Before the 3rd/9th Gurkhas assaulted Point 2171, Animal Transport Officer Bill Smyly visited the Chinese: “They came from north China. I met men from Shantung Province – where I had grown up – and heard their familiar dialect once again.”

The Chinese Commander wanted Smyly to join his officers for an evening meal: “One dish seemed to arouse both amusement and embarrassment. When it was offered I helped myself and said, ‘Very good!’ There were giggles. Someone said, ‘Monkey’ and the others laughed. Oddly enough, in all my time in Burma over two years I do not recall seeing a monkey. But there were plenty of dead Japanese. This did not occur to me till later. I can’t remember anything very special about the meat.”

On July 9 the Gurkhas dug into the summit of Point 2171 and spent several days repelling counterattacks until being relieved. The King’s Own became concerned when the Japanese moved to cut off the evacuation of their wounded. There were now around 150 wounded concentrated at 111 Brigade’s jungle hospital. The Brigade now lacked the strength to hold Point 2171 and provide protective escorts for parties of wounded and sick. There was the worry that the horror of Blackpool’s evacuation might be repeated. Eventually, the Brigade was given permission to pull out and head north, prior to marching out.

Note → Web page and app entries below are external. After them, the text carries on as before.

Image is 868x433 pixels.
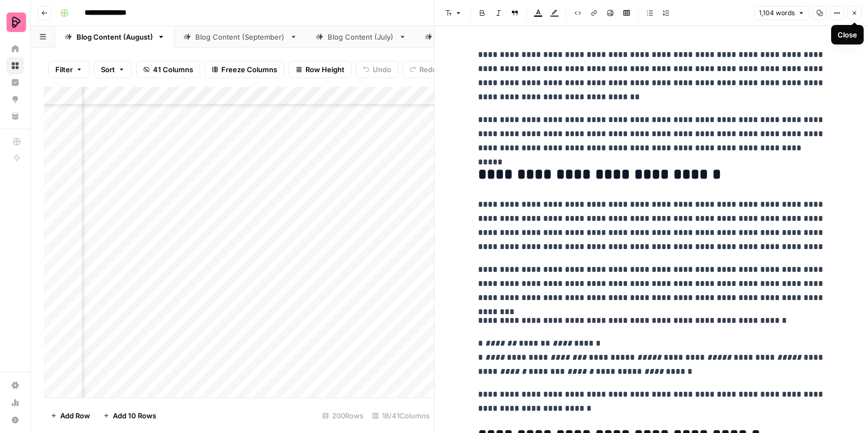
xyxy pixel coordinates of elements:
button: Freeze Columns [204,61,284,78]
a: Opportunities [7,91,24,108]
button: Undo [356,61,398,78]
span: Sort [101,64,115,75]
span: Filter [55,64,73,75]
button: Filter [48,61,89,78]
span: 1,104 words [759,8,794,18]
button: Redo [402,61,444,78]
a: Home [7,40,24,58]
a: Settings [7,376,24,394]
button: Add Row [44,407,97,424]
a: Usage [7,394,24,411]
a: Blog Content (July) [306,26,415,48]
button: 41 Columns [136,61,200,78]
span: Freeze Columns [221,64,277,75]
a: Blog Content (August) [55,26,174,48]
span: 41 Columns [153,64,193,75]
a: Blog Content (April) [415,26,525,48]
button: Workspace: Preply [7,9,24,36]
a: Your Data [7,108,24,125]
button: 1,104 words [754,6,809,20]
span: Add 10 Rows [113,410,156,421]
a: Insights [7,74,24,91]
div: 18/41 Columns [368,407,434,424]
div: 200 Rows [318,407,368,424]
a: Browse [7,57,24,74]
a: Blog Content (September) [174,26,306,48]
span: Row Height [305,64,345,75]
img: Preply Logo [7,13,26,32]
span: Add Row [60,410,90,421]
span: Undo [373,64,391,75]
div: Blog Content (July) [328,32,394,43]
button: Sort [94,61,132,78]
span: Redo [419,64,436,75]
div: Blog Content (September) [195,32,285,43]
button: Row Height [289,61,351,78]
div: Blog Content (August) [77,32,153,43]
button: Help + Support [7,411,24,429]
button: Add 10 Rows [97,407,163,424]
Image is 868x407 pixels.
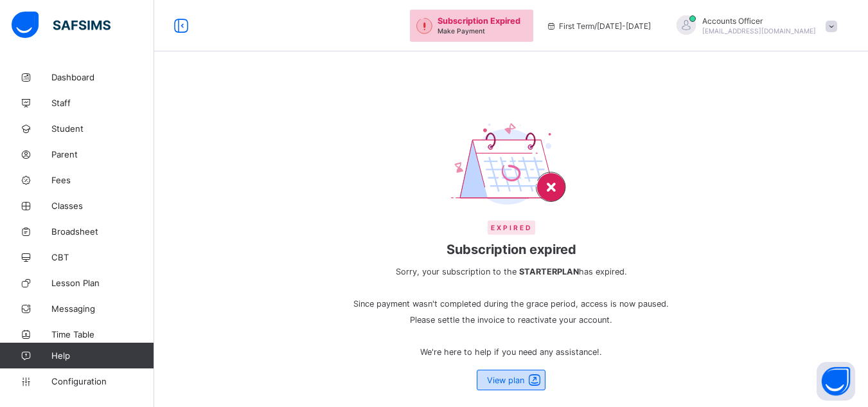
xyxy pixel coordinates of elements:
[703,27,817,35] span: [EMAIL_ADDRESS][DOMAIN_NAME]
[51,226,154,237] span: Broadsheet
[51,376,153,387] span: Configuration
[51,329,154,340] span: Time Table
[51,278,154,288] span: Lesson Plan
[51,175,154,186] span: Fees
[51,98,154,108] span: Staff
[51,303,154,314] span: Messaging
[703,17,817,25] span: Accounts Officer
[417,18,433,34] img: outstanding-1.146d663e52f09953f639664a84e30106.svg
[51,253,154,262] span: CBT
[51,72,154,83] span: Dashboard
[817,362,855,400] button: Open asap
[51,351,153,360] span: Help
[451,122,572,208] img: expired-calendar.b2ede95de4b0fc63d738ed6e38433d8b.svg
[487,220,535,235] span: Expired
[519,267,579,277] b: STARTER PLAN
[438,17,520,25] span: Subscription Expired
[547,21,651,31] span: session/term information
[487,376,524,386] span: View plan
[438,27,485,35] span: Make Payment
[51,123,154,134] span: Student
[12,12,111,39] img: safsims
[348,263,676,360] span: Sorry, your subscription to the has expired. Since payment wasn't completed during the grace peri...
[51,201,154,211] span: Classes
[51,150,154,159] span: Parent
[348,242,676,257] span: Subscription expired
[664,16,844,37] div: AccountsOfficer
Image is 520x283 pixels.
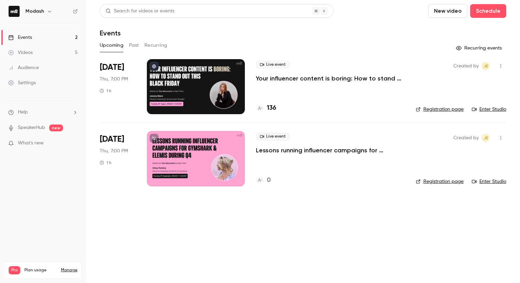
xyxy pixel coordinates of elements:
div: 1 h [100,160,111,165]
div: Aug 28 Thu, 7:00 PM (Europe/London) [100,59,136,114]
div: 1 h [100,88,111,93]
a: SpeakerHub [18,124,45,131]
div: Sep 18 Thu, 7:00 PM (Europe/London) [100,131,136,186]
h6: Modash [25,8,44,15]
a: Registration page [416,178,463,185]
span: Help [18,109,28,116]
span: [DATE] [100,62,124,73]
button: Schedule [470,4,506,18]
span: Created by [453,62,478,70]
li: help-dropdown-opener [8,109,78,116]
button: Recurring [144,40,167,51]
span: new [49,124,63,131]
span: Plan usage [24,267,57,273]
a: 0 [256,176,271,185]
a: 136 [256,103,276,113]
div: Audience [8,64,39,71]
div: Events [8,34,32,41]
img: Modash [9,6,20,17]
button: Past [129,40,139,51]
button: New video [428,4,467,18]
span: JE [483,62,488,70]
div: Settings [8,79,36,86]
button: Upcoming [100,40,123,51]
a: Registration page [416,106,463,113]
span: [DATE] [100,134,124,145]
span: Jack Eaton [481,134,489,142]
h4: 136 [267,103,276,113]
span: Pro [9,266,20,274]
a: Lessons running influencer campaigns for Gymshark & Elemis during Q4 [256,146,405,154]
span: Live event [256,132,290,141]
span: Thu, 7:00 PM [100,76,128,82]
span: Live event [256,60,290,69]
h4: 0 [267,176,271,185]
span: JE [483,134,488,142]
a: Your influencer content is boring: How to stand out this [DATE][DATE] [256,74,405,82]
div: Search for videos or events [106,8,174,15]
h1: Events [100,29,121,37]
span: Thu, 7:00 PM [100,147,128,154]
span: What's new [18,140,44,147]
span: Jack Eaton [481,62,489,70]
a: Enter Studio [472,178,506,185]
div: Videos [8,49,33,56]
span: Created by [453,134,478,142]
a: Enter Studio [472,106,506,113]
a: Manage [61,267,77,273]
button: Recurring events [453,43,506,54]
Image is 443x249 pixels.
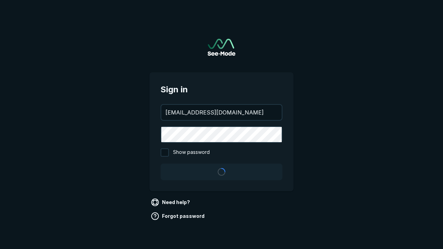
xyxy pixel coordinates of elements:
a: Go to sign in [208,39,235,56]
a: Need help? [149,197,193,208]
span: Sign in [161,83,282,96]
input: your@email.com [161,105,282,120]
a: Forgot password [149,211,207,222]
span: Show password [173,148,210,157]
img: See-Mode Logo [208,39,235,56]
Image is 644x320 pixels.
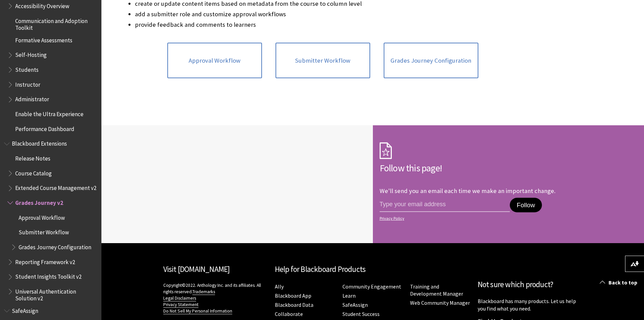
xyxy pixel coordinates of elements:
span: Communication and Adoption Toolkit [15,15,97,31]
a: Approval Workflow [167,43,262,79]
a: Visit [DOMAIN_NAME] [163,264,230,274]
a: Blackboard App [275,292,311,299]
span: Approval Workflow [18,212,65,221]
a: Web Community Manager [410,299,470,306]
span: Grades Journey Configuration [18,241,91,250]
span: Performance Dashboard [15,123,74,133]
a: Privacy Policy [380,216,581,221]
h2: Follow this page! [380,161,583,175]
span: Student Insights Toolkit v2 [15,271,81,280]
li: provide feedback and comments to learners [135,20,532,29]
span: Self-Hosting [15,49,47,59]
span: Release Notes [15,153,50,162]
span: Submitter Workflow [18,227,69,236]
span: Instructor [15,79,40,88]
a: Privacy Statement [163,302,199,308]
img: Subscription Icon [380,142,392,159]
a: Legal Disclaimers [163,295,196,302]
a: Community Engagement [342,283,401,290]
a: SafeAssign [342,302,368,309]
a: Submitter Workflow [276,43,370,79]
p: We'll send you an email each time we make an important change. [380,187,556,194]
a: Grades Journey Configuration [384,43,479,79]
span: Enable the Ultra Experience [15,108,84,117]
span: Extended Course Management v2 [15,183,97,192]
h2: Help for Blackboard Products [275,263,471,275]
span: Universal Authentication Solution v2 [15,286,97,302]
p: Blackboard has many products. Let us help you find what you need. [477,297,583,312]
button: Follow [510,198,541,212]
nav: Book outline for Blackboard Extensions [4,138,97,302]
a: Training and Development Manager [410,283,463,297]
a: Trademarks [193,288,215,295]
input: email address [380,198,510,212]
span: Accessibility Overview [15,1,69,9]
span: Grades Journey v2 [15,197,63,206]
a: Learn [342,292,355,299]
span: Blackboard Extensions [12,138,67,147]
span: Course Catalog [15,167,52,177]
a: Back to top [595,276,644,288]
span: Formative Assessments [15,35,72,43]
a: Collaborate [275,310,303,317]
p: Copyright©2022. Anthology Inc. and its affiliates. All rights reserved. [163,282,268,314]
li: add a submitter role and customize approval workflows [135,9,532,19]
span: SafeAssign [12,305,38,314]
a: Ally [275,283,284,290]
span: Students [15,64,39,73]
h2: Not sure which product? [477,279,583,291]
span: Reporting Framework v2 [15,256,75,265]
span: Administrator [15,94,49,103]
a: Student Success [342,310,380,317]
a: Blackboard Data [275,302,314,309]
a: Do Not Sell My Personal Information [163,308,232,314]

Meanwhile, some West African elements moved from the Indawgyi Lake area and turned north east towards Pahok. The plan was to move further east, towards Pyindaw, then swing south-west for an attack on the Hill 60 feature. This march crossed an evil black bog, inhabited by dense clouds of mosquitos and biting flies. Lieutenant Peter Allnutt, with 12NR’s 43 Column, later recalled: “I learned subsequently that we were in Burma’s worst Blackwater Fever area. Dawn began with a mass attack by sandflies. They drove us crazy. I defended myself by dampening my towel and winding it round my head and face. The others followed suit and we soon looked like a group of walking mummies.”

During the march they spent six hours on a 3,400 ft climb, pushing up against the track’s deep slime. Panting at the top, Allnutt watched the rest come in, only to find that Sergeant Radcliffe was missing. He appeared a little later, caked in mud. Having slipped, he fell onto his face and was propelled downslope for several hundred feet by muddy lubricant and the weight of his pack.

They eventually reached the small mountain village of Pahok, where the columns were concentrating for supply drops. They were attacked but the Japanese were repelled.

—ooo—

The West Africans concentrated for the attack on Hill 60, mid-way between Sahmaw and Pyindaw, to the north. This strongpoint had to be overcome if the Japanese were to be pushed back along the railway corridor. The struggle for Hill 60 lasted until July 18. The Chindits failed to take the feature. Eventually, it fell to a much larger 36th Division force. Hill 60 could not be taken without air and artillery support.

The “great insult” – the joint medical inspection of 111 Brigade’s survivors – took place at Mla, a village below Pahok. The results revealed the full cost of using already exhausted and sick Chindits as assault troops in monsoon conditions. The system was manipulated, to reduce the horror of the outcome. The criterion for being “fit” was changed, from the capacity to continue for an additional two months to just one month. Even so, only 118 out of 2,200 men of 111 Brigade were found to be “fit” for duty: seven British officers, 21 ORs and 90 Gurkhas. 111 Brigade’s Commander put the correct figure at 119, including himself. The King’s Own War Diary states that the medical inspection at Mla had found just one officer and 10 British ORs fit to continue (from an original strength of over 900). Lentaigne told Stilwell that 111 Brigade was being withdrawn on his own decision, regardless of consequences. Over 2,000 unfit survivors were withdrawn to Kamaing and the remaining 119 were formally released around 10 days later.